Issue: 9.04 4/15/2008
by: Dennis Hevesi
A final curtain for Sherry Britton

Sherry Britton, whose hour-glass figure, jet-black hair and rambunctious presence made her one of the queens of the burlesque stage in the 1930s and ’40s, died Tuesday in Manhattan. She was 89 and lived in Manhattan.

She died of natural causes, her cousin Melaine Britton said.

Along with Lois de Fee, “Queen of the Glamazons,” Betty Rowland, known as the “Ball of Fire,” and Zorita, known for her sensuous snake dances, Ms. Britton was one of the last stars of a once-thriving sprinkling of theaters in Times Square (and other spots in Manhattan) where ostrich-feathered fans fell away to reveal sequined pasties, G-strings and sometimes more. Sometimes Ms. Britton — at 5 feet 3 inches tall with an 18-inch waist — peeled off chiffon evening gowns to the strains of Tchaikovsky; sometimes she balanced glasses of water on her breasts.

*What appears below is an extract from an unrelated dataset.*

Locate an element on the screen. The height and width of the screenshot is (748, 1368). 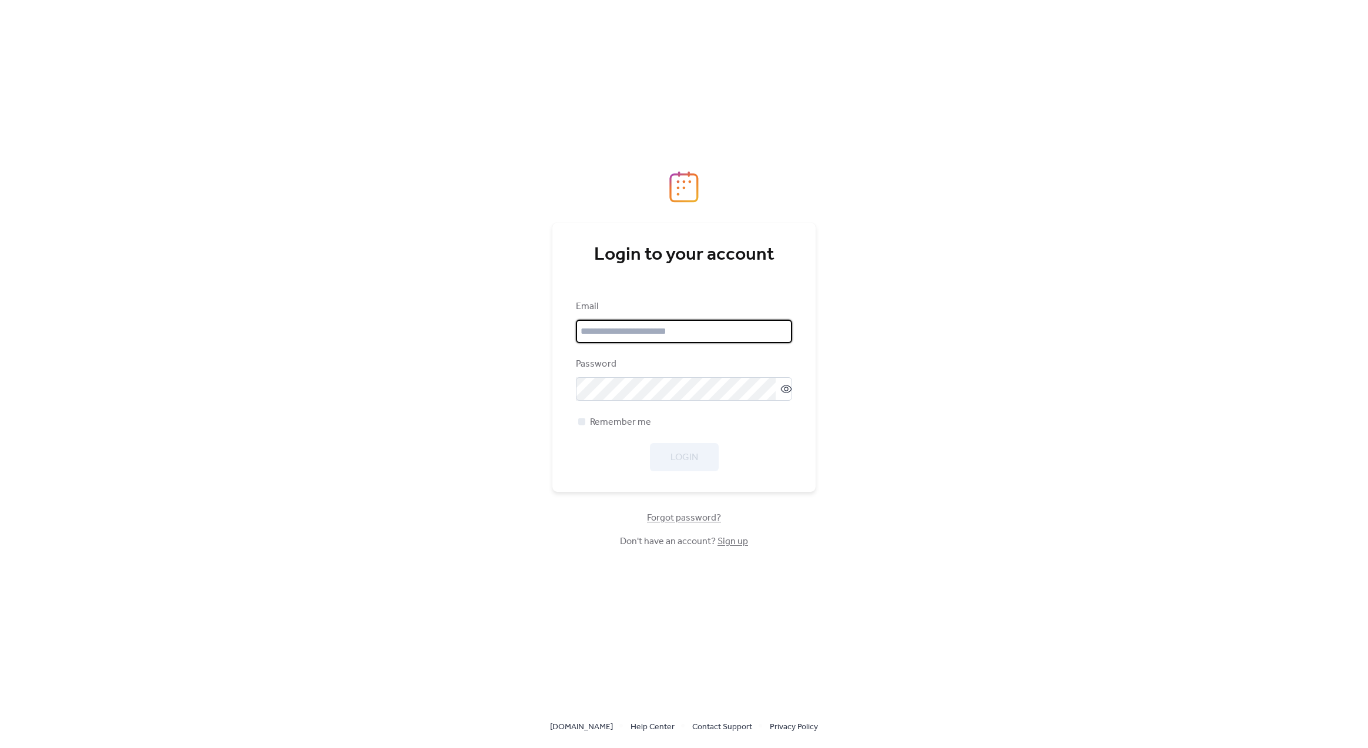
span: Help Center is located at coordinates (652, 728).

In the 1940s, after burlesque was effectively banned from New York City by the administration of Mayor Fiorello La Guardia, Ms. Britton — sometimes called “Great Britton, a stripteuse with brains” — went on to an acting career that took her to theaters around the country. She performed in 39 plays, including 14 musicals, sang in nightclubs and made numerous television appearances. Ms. Britton entertained troops during World War II and, in 1944, was named an honorary brigadier general by President Franklin D. Roosevelt. She was most proud, her cousin said, of her role as Adelaide in the national touring company production of “Guys and Dolls.”

Ms. Britton played on Broadway in 1958, as Princess Alexandria, an accomplished belly dancer, in the comedy “Drink to Me Only.” A program note pointed out that at the time she was the only guest on Mike Wallace’s television talk show who had been “called back for a second interview by popular demand.”

To which The New York Times drama critic Brook Atkinson wrote in his review of her performance as Princess Alexandria, “If Mike invited her to carry this rippling belly dance over to his studio and put it on the air, she would be invited back every week on schedule.”

A year earlier, Ms. Britton was the onstage narrator of “Best of Burlesque,” a two-hour show at the Carnegie Hall Playhouse, which also starred an eye-rolling Tom Poston as the top banana, or star comedian. With poker-faced chorus girls singing off-key and rhythmically chewing gum, the show spoofed what was by then a lost art form.

Born Edith Zack in New Brunswick, N.J., Ms. Britton was the daughter of Charles and Esther Dansky Zack; the family name was later changed to Britton.

It was a difficult childhood. Her father beat her mother, Ms. Britton said in a 1998 New York Times interview. Her mother left when she was a small child, and she lived in foster homes or with her aunt and uncle, who were vaudeville performers. She never attended high school.

When Ms. Britton was 15, she started living with a man who later became abusive. To escape what she called a “fake marriage,” she began stripping. Her first job was at the People’s Theater, on the Bowery, where admission was 10 cents. Right after that first performance, she said, she fainted.

In an unpublished memoir that she titled “The Stripper, by the Hon. Brigadier General Sherry Britton,” Ms. Britton wrote: “There seemed to be two of me. One, onstage, undressing. The other saying, ‘What are you doing, taking your clothes off for those morons?’ “

Ms. Britton said she had been “engaged” to 14 men, including several famous actors. In 1971 she married Robert Gross, a wealthy businessman. At his urging, she enrolled at Fordham University, from which she graduated in 1982. Mr. Gross died in 1990. Ms. Britton is survived by a half-sister, Emily Gendelman of Brooklyn.

Although she had qualms about her early career, Ms. Britton pungently regretted the demise of burlesque in New York City. She was working at Minsky’s Gaiety, a theater at 46th Street and Broadway, when the La Guardia crackdown began. One of the dancers, Margie Hart, had assets which she often displayed more than the law allowed.

“She had a detective friend who would warn her when the censors were coming around, and she would wear a G-string,” Ms. Britton recalled in the 1998 Times interview. “Then she started seeing somebody else and he got jealous and didn’t warn her and they closed us down.

“That little” — expletive deleted — “shut down burlesque in New York.”